El Centro de la Raza will hold a groundbreaking ceremony at 11 a.m. March 6 for Plaza Roberto Maestas (PRM); a mixed-use affordable housing project located directly south of El Centro de la Raza’s historic schoolhouse building, and adjacent to the Beacon Hill Light Rail Station.

Ecotrust’s “The Redd on Salmon Street” featured in Portland Monthly magazine
Link to the article.
Right now, the dilapidated warehouse stretching a full city block on SE Salmon Street is simply the skeleton of a 96-year-old ironworks, neglected for decades. In 2016, however, the environmental nonprofit Ecotrust plans to turn this cavernous Central Eastside space into an incubator for artisan food businesses, where Oregon-grown crops become new products devised by Portland start-ups sharing production, storage, and distribution facilities.

DJC Photos: Paying homage to industrial past in St. Johns
Marvel 29, the new, four-story mixed-use building for PHK Development at the eastern end of the St. Johns Bridge, has 165 apartment units, 1,721 SF of retail space, 150 bike parking spaces, 79 resident storage spaces and 132 underground parking spaces. The design makes extensive use of reclaimed materials, from hardwood shipping cases to shipping chain, related to the nearby Swan Island dry docks. The building is anticipated to be certified LEED Platinum. Additional amenities include a rooftop terrace, a pet grooming room, a fitness center, a demonstration kitchen and electric vehicle charging stations.
Link to DJC article with photos by Sam Tenney.

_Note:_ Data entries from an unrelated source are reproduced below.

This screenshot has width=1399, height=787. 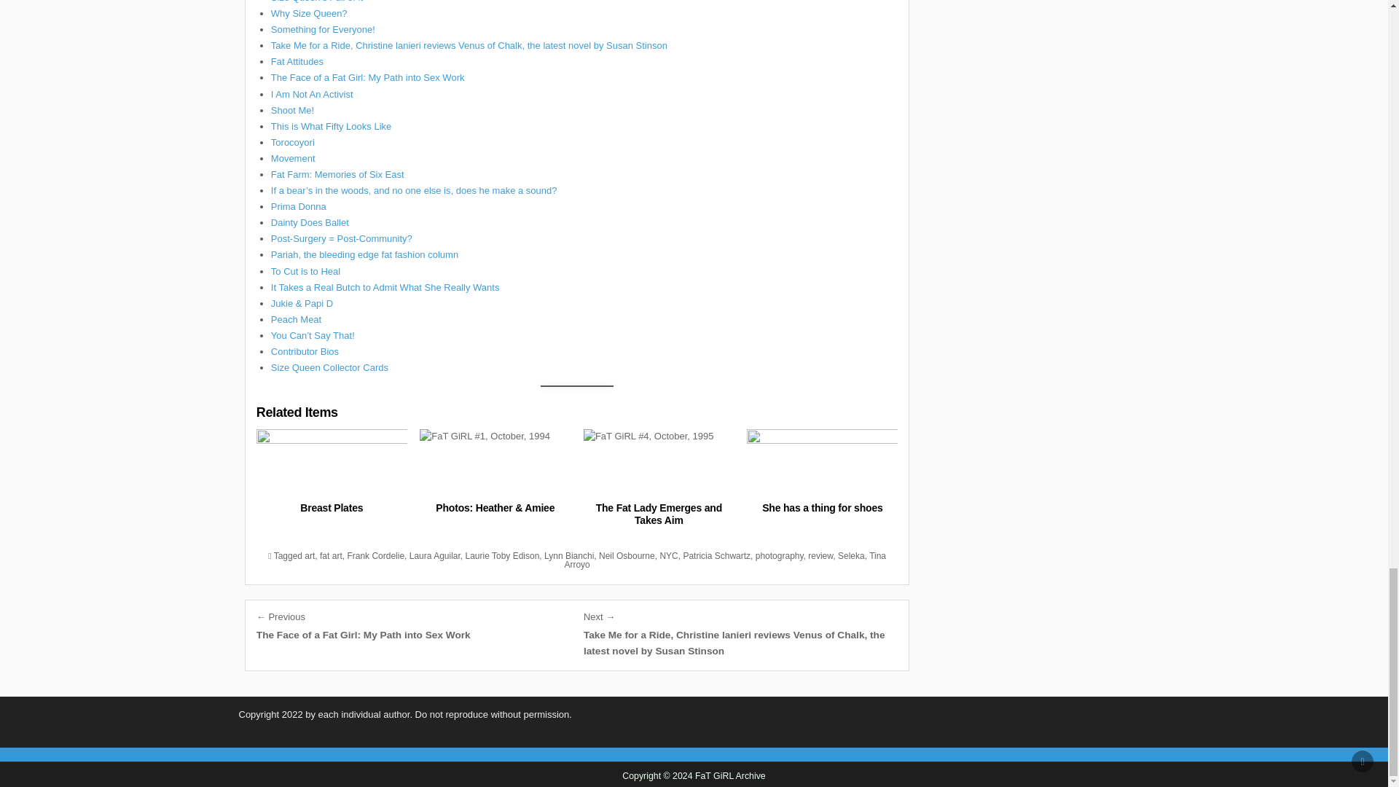 What do you see at coordinates (331, 464) in the screenshot?
I see `Permanent Link to Breast Plates` at bounding box center [331, 464].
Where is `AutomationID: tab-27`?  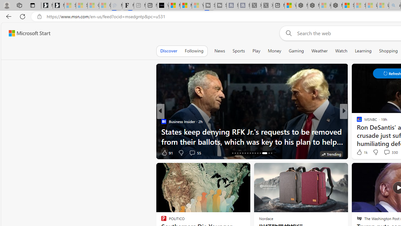 AutomationID: tab-27 is located at coordinates (260, 153).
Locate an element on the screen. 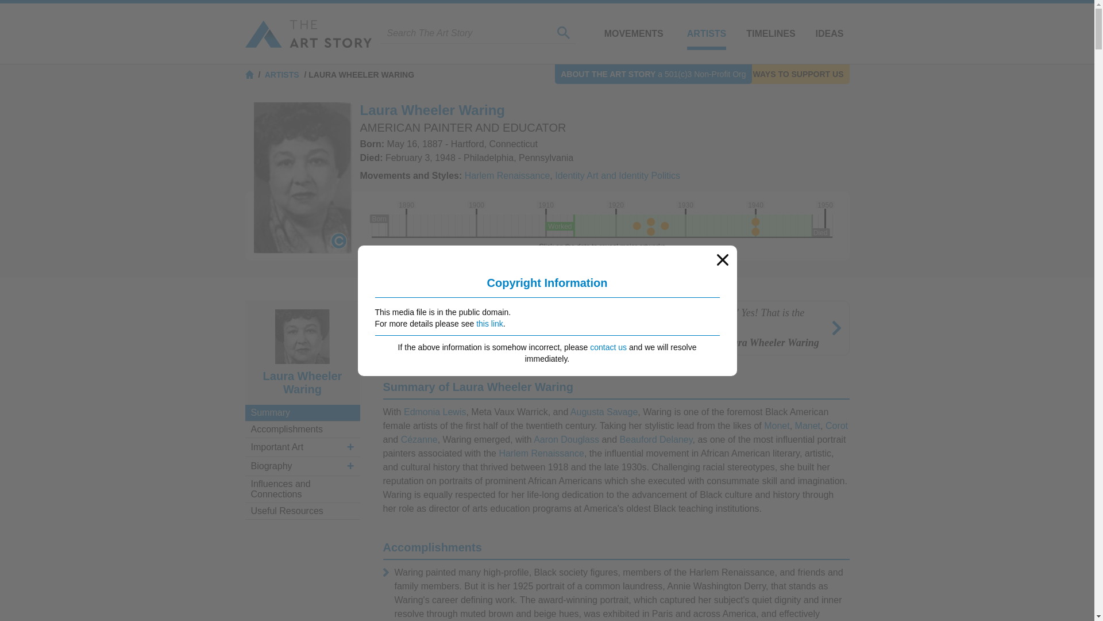 The height and width of the screenshot is (621, 1103). Harlem Renaissance is located at coordinates (541, 453).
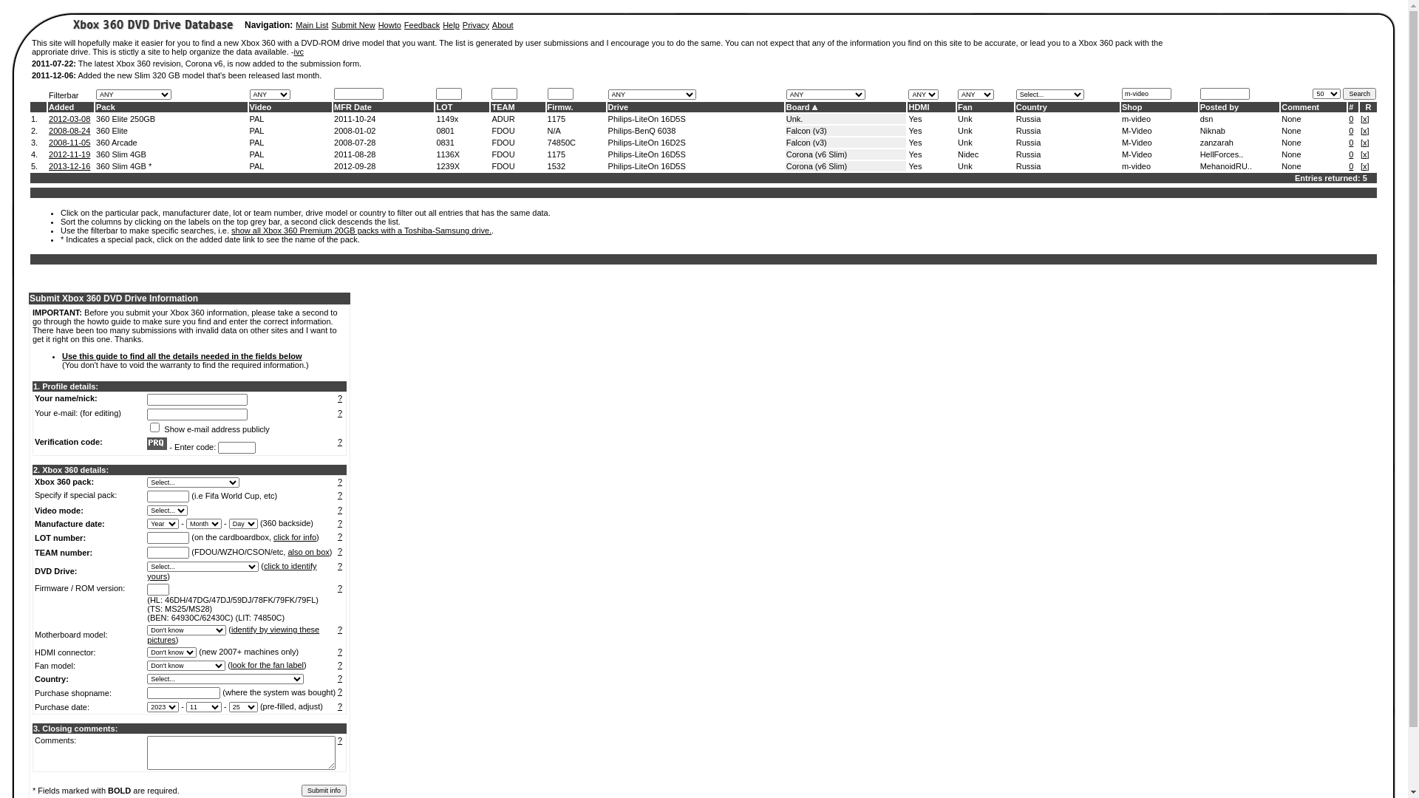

Tom Mathews of Walsh is named LIHI’s Housing Hero
LIHI’s Sharon Lee said Mathews helped change the stereotype of low-income housing, making it a community asset that gives dignity to families.
Sharon Lee and Tom Mathews have known each other for about two decades, and that relationship has helped each of their businesses grow.
Lee, executive director of the Low Income Housing Institute, recently presented Mathews with LIHI’s Housing Hero Award for his work on nonprofit housing, including 11 projects for LIHI.

Portland Monthly “Merging Architecture and Recovery at a New Women’s Rehab Project”
Portland Monthly Magazine reports on Lifeworks NW and Home Forward’s new drug- and alcohol-free facility in their January 2015 edition.
O’Neill/Walsh Community Builders (OWCB) recently completed The Center for Hope and Recovery which is a residential drug and alcohol treatment facility in Northeast Portland which includes LifeWorks NW’s 36-bed Project Network and the 32-unit Home Forward Beech Street Apartments.

WALSH Is Excited to Collaborate with QUAD Inc. and DAO Architecture on Station 162
A 44-unit affordable housing complex planned in Gresham is being designed to cater to seniors and individuals with physical disabilities.
Portland-based DAO Architecture is designing the estimated $9 million to $10 million Station 162 for Portland-based QUAD Inc., said Alena Guggemos, the nonprofit’s development director. The four-story complex at 306 S.E. 162nd Ave. in the Rockwood neighborhood will be the fifth affordable housing development that QUAD has built in the Portland metro-area to support its mission of enabling individuals with disabilities to live independently, she said.

Catholic Community Services Opens Nativity House to Bring Shelter and Services to the Chronically Homeless
Tacoma, Wash. — As parts of Western Washington are expected to see freezing temperatures, a new homeless shelter in Tacoma has opened its doors.
The Catholic Community Services’s new Nativity House opened on Tuesday December 30, 2014.

American Baptist Homes of the West Opens Affordable Senior Housing in Bremerton
American Baptist Homes of the West recently opened the Pearl on Oyster Bay senior apartments at 550 Russell Road, within the Bay Vista Hope VI neighborhood developed by the Bremerton Housing Authority on the old 83-acre Westpark public housing site.

Affordable units you can heat with a TV
Jeremy Brooks, a Walsh Construction superintendent on the Orchards at Orenco apartment project in Hillsboro, posted a sign in his trailer that reads “Nothing on this job is typical.”
That’s not an overstatement.

Placing a Concrete Foundation on Rigid Foam Insulation at the Orchards at Orenco Passive House
It should go without saying that any high performance building should be built on a solid foundation. So why would we set our building on a layer of foam insulation? The answer of course is thermal bridging. Those bridging effects can cause a significant amount of heat loss through the mass structure at the base of the building. By thermally isolating the building foundation from the ground, building performance is improved, not only from an energy performance standpoint but also in terms of comfort and moisture management.